Deep pessimism about the EU also seems to be creeping into the local lingo. Among the hoard of overheard words is “Europop”—the imminent implosion of the EU’s common currency. This may be accompanied by “EUgenics,” “EUtopia,” or “EUthanasia,” which all denote the process of creating a political system only to see it dismantled. And “frEUdian”—a reference to Austrian neurologist Sigmund Freud and the old remark that Freudianism is the disease it claims to cure—describes the way in which the EU has encouraged exactly the kind of populism and nationalism that European integration was supposed to end.

What is more, Eurospeak reveals a skepticism toward the very Enlightenment mission on which the EU was built. Take the EU’s formerly unshakable faith in evidence-based policymaking. The term “establishing the facts on the ground” (using knowledge to create order) is now used ironically to describe the “facts” that Russia “established” in Ukraine while the EU dithered. Similar terms include “fact-mongering” and “Orbán dictionary” (after Hungarian Prime Minister Viktor Orbán)—both allusions to the way misleading arguments can be created out of perfectly objective information.

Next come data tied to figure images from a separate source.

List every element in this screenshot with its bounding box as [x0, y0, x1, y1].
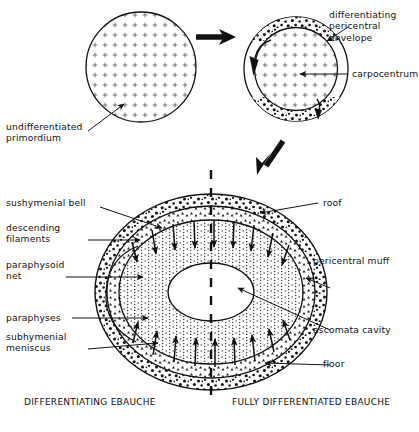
label-paraphysoid-net: paraphysoid net	[6, 259, 64, 282]
label-carpocentrum: carpocentrum	[352, 68, 418, 79]
figure-canvas: undifferentiated primordium differentiat…	[0, 0, 419, 432]
caption-left: DIFFERENTIATING EBAUCHE	[24, 397, 156, 408]
stage-3-ebauche	[95, 170, 327, 400]
label-descending-filaments: descending filaments	[6, 222, 60, 245]
label-sushymenial-bell: sushymenial bell	[6, 197, 86, 208]
label-subhymenial-meniscus: subhymenial meniscus	[6, 331, 67, 354]
label-roof: roof	[323, 197, 342, 208]
label-ascomata-cavity: ascomata cavity	[313, 324, 391, 335]
diagram-svg	[0, 0, 419, 432]
label-undifferentiated-primordium: undifferentiated primordium	[6, 121, 82, 144]
label-floor: floor	[323, 358, 345, 369]
transition-arrow-1	[196, 29, 236, 45]
label-pericentral-muff: pericentral muff	[313, 255, 389, 266]
stage-1-primordium	[86, 12, 196, 122]
label-differentiating-pericentral-envelope: differentiating pericentral envelope	[329, 9, 396, 43]
caption-right: FULLY DIFFERENTIATED EBAUCHE	[232, 397, 390, 408]
label-paraphyses: paraphyses	[6, 312, 61, 323]
transition-arrow-2	[256, 141, 283, 175]
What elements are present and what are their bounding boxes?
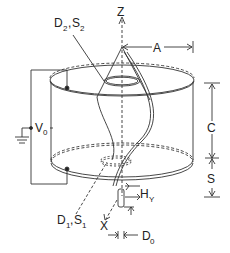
svg-text:V: V [35, 121, 43, 135]
dimension-d0-label: D 0 [142, 229, 155, 246]
top-aperture-label: D 2 , S 2 [54, 16, 85, 33]
bottom-aperture-leader [76, 162, 107, 214]
dimension-a-label: A [153, 41, 161, 55]
svg-text:S: S [74, 213, 82, 227]
top-aperture-leader [73, 35, 104, 81]
svg-text:Y: Y [149, 195, 155, 204]
particle-trajectory [97, 52, 154, 186]
dimension-s-label: S [207, 172, 215, 186]
z-axis-label: Z [117, 5, 124, 19]
dimension-d0 [108, 231, 138, 239]
svg-text:D: D [57, 213, 66, 227]
svg-text:,: , [70, 213, 73, 227]
source-cylinder [118, 183, 140, 215]
x-axis-label: X [100, 219, 108, 233]
svg-text:0: 0 [43, 128, 48, 137]
voltage-label: V 0 [35, 121, 48, 137]
svg-text:0: 0 [150, 237, 155, 246]
svg-text:1: 1 [82, 221, 87, 230]
svg-text:2: 2 [80, 24, 85, 33]
svg-text:,: , [68, 16, 71, 30]
svg-text:H: H [140, 187, 149, 201]
apparatus-diagram: Z A [0, 0, 230, 253]
source-height-label: H Y [140, 187, 155, 204]
svg-text:D: D [54, 16, 63, 30]
x-axis [104, 200, 117, 220]
svg-text:S: S [72, 16, 80, 30]
acceptance-cone [97, 47, 150, 100]
dimension-c-label: C [207, 121, 216, 135]
bottom-aperture-label: D 1 , S 1 [57, 213, 87, 230]
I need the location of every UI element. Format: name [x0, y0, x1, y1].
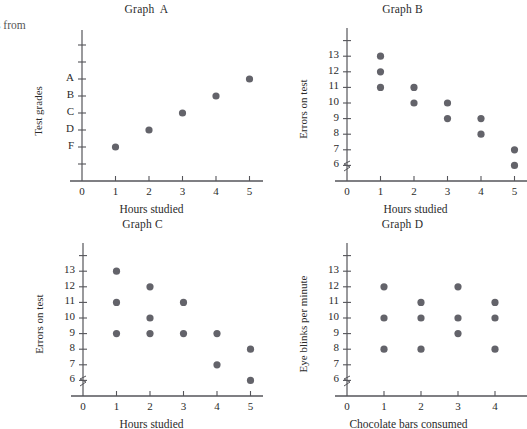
y-tick-label: 12	[313, 64, 339, 76]
data-point	[377, 53, 384, 60]
data-point	[145, 126, 152, 133]
x-tick-label: 1	[104, 185, 128, 197]
x-axis-label: Hours studied	[0, 203, 263, 215]
y-axis-label: Eye blinks per minute	[297, 264, 309, 384]
data-point	[247, 377, 254, 384]
x-tick-label: 3	[171, 185, 195, 197]
data-point	[454, 314, 461, 321]
y-tick-label: 12	[313, 279, 339, 291]
x-tick-label: 2	[138, 400, 162, 412]
data-point	[180, 299, 187, 306]
y-tick-label: 13	[313, 263, 339, 275]
data-point	[180, 330, 187, 337]
data-point	[213, 330, 220, 337]
data-point	[247, 346, 254, 353]
data-point	[511, 146, 518, 153]
x-tick-label: 5	[503, 185, 527, 197]
y-tick-label: B	[48, 88, 74, 100]
data-point	[454, 283, 461, 290]
x-tick-label: 0	[335, 400, 359, 412]
data-point	[113, 268, 120, 275]
y-tick-label: 11	[313, 294, 339, 306]
scatter-plot-graph-c: 131211109876012345Hours studiedErrors on…	[0, 215, 263, 429]
x-tick-label: 4	[205, 400, 229, 412]
data-point	[212, 92, 219, 99]
y-tick-label: 9	[313, 111, 339, 123]
data-point	[146, 283, 153, 290]
x-tick-label: 3	[172, 400, 196, 412]
scatter-plot-graph-b: 131211109876012345Hours studiedErrors on…	[264, 0, 527, 214]
y-tick-label: 6	[49, 372, 75, 384]
y-tick-label: 6	[313, 157, 339, 169]
y-tick-label: 9	[313, 326, 339, 338]
y-tick-label: D	[48, 122, 74, 134]
chart-panel-graph-b: Graph B 131211109876012345Hours studiedE…	[264, 0, 527, 214]
data-point	[491, 299, 498, 306]
y-tick-label: F	[48, 139, 74, 151]
scatter-plot-graph-d: 13121110987601234Chocolate bars consumed…	[264, 215, 527, 429]
y-tick-label: C	[48, 105, 74, 117]
x-tick-label: 2	[409, 400, 433, 412]
y-tick-label: 10	[313, 310, 339, 322]
x-tick-label: 4	[204, 185, 228, 197]
y-axis-label: Errors on test	[33, 264, 45, 384]
x-tick-label: 1	[369, 185, 393, 197]
y-axis-label: Errors on test	[297, 49, 309, 169]
data-point	[179, 109, 186, 116]
data-point	[417, 299, 424, 306]
y-axis-label: Test grades	[32, 51, 44, 171]
data-point	[477, 115, 484, 122]
data-point	[380, 346, 387, 353]
y-tick-label: 12	[49, 279, 75, 291]
scatter-plot-graph-a: ABCDF012345Hours studiedTest grades	[0, 0, 263, 214]
y-tick-label: 8	[313, 126, 339, 138]
x-tick-label: 3	[446, 400, 470, 412]
y-tick-label: 7	[49, 357, 75, 369]
chart-panel-graph-c: Graph C 131211109876012345Hours studiedE…	[0, 215, 263, 429]
data-point	[417, 314, 424, 321]
data-point	[113, 299, 120, 306]
y-tick-label: A	[48, 71, 74, 83]
x-tick-label: 0	[70, 185, 94, 197]
data-point	[380, 314, 387, 321]
y-tick-label: 13	[49, 263, 75, 275]
data-point	[410, 84, 417, 91]
data-point	[377, 84, 384, 91]
x-axis-label: Hours studied	[264, 203, 527, 215]
y-tick-label: 8	[313, 341, 339, 353]
x-tick-label: 4	[483, 400, 507, 412]
data-point	[380, 283, 387, 290]
x-tick-label: 2	[137, 185, 161, 197]
data-point	[112, 143, 119, 150]
x-tick-label: 1	[372, 400, 396, 412]
x-axis-label: Chocolate bars consumed	[264, 418, 527, 429]
data-point	[511, 162, 518, 169]
x-tick-label: 3	[436, 185, 460, 197]
y-tick-label: 7	[313, 357, 339, 369]
y-tick-label: 11	[313, 79, 339, 91]
y-tick-label: 11	[49, 294, 75, 306]
chart-panel-graph-a: Graph A ABCDF012345Hours studiedTest gra…	[0, 0, 263, 214]
data-point	[213, 361, 220, 368]
y-tick-label: 10	[49, 310, 75, 322]
data-point	[491, 314, 498, 321]
x-tick-label: 0	[71, 400, 95, 412]
data-point	[146, 330, 153, 337]
x-tick-label: 4	[469, 185, 493, 197]
data-point	[417, 346, 424, 353]
x-tick-label: 2	[402, 185, 426, 197]
x-tick-label: 1	[105, 400, 129, 412]
y-tick-label: 10	[313, 95, 339, 107]
data-point	[491, 346, 498, 353]
data-point	[246, 75, 253, 82]
y-tick-label: 6	[313, 372, 339, 384]
data-point	[477, 131, 484, 138]
x-tick-label: 0	[335, 185, 359, 197]
data-point	[113, 330, 120, 337]
data-point	[444, 99, 451, 106]
y-tick-label: 7	[313, 142, 339, 154]
y-tick-label: 13	[313, 48, 339, 60]
x-tick-label: 5	[239, 400, 263, 412]
y-tick-label: 8	[49, 341, 75, 353]
chart-panel-graph-d: Graph D 13121110987601234Chocolate bars …	[264, 215, 527, 429]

Finally and most devastatingly, today’s Eurospeak betrays a fear that the postnational EU may actually be inferior to the system it superseded. There are knowing historical references to “thin red lines”—formerly a description of British military heroism in Crimea, now a reference to political warnings ignored by Moscow—and to the Charge of the Light Brigade—once a bold military maneuver, today the engagement of Europe’s political lightweights in international problems.

The Euroword of the year, though, has to be “twerking.” Normally a kind of sexually provocative dance, the word is being jokily used as an elision of “not + working,” as in “twerking is a real craze among young people.” If this wordplay is any indication, the people who run the EU are rather brilliant and rather fed up, highly inventive and deeply cynical. With youth unemployment across the EU registering as high as 23 percent, the new cohort of European leaders has its work cut out.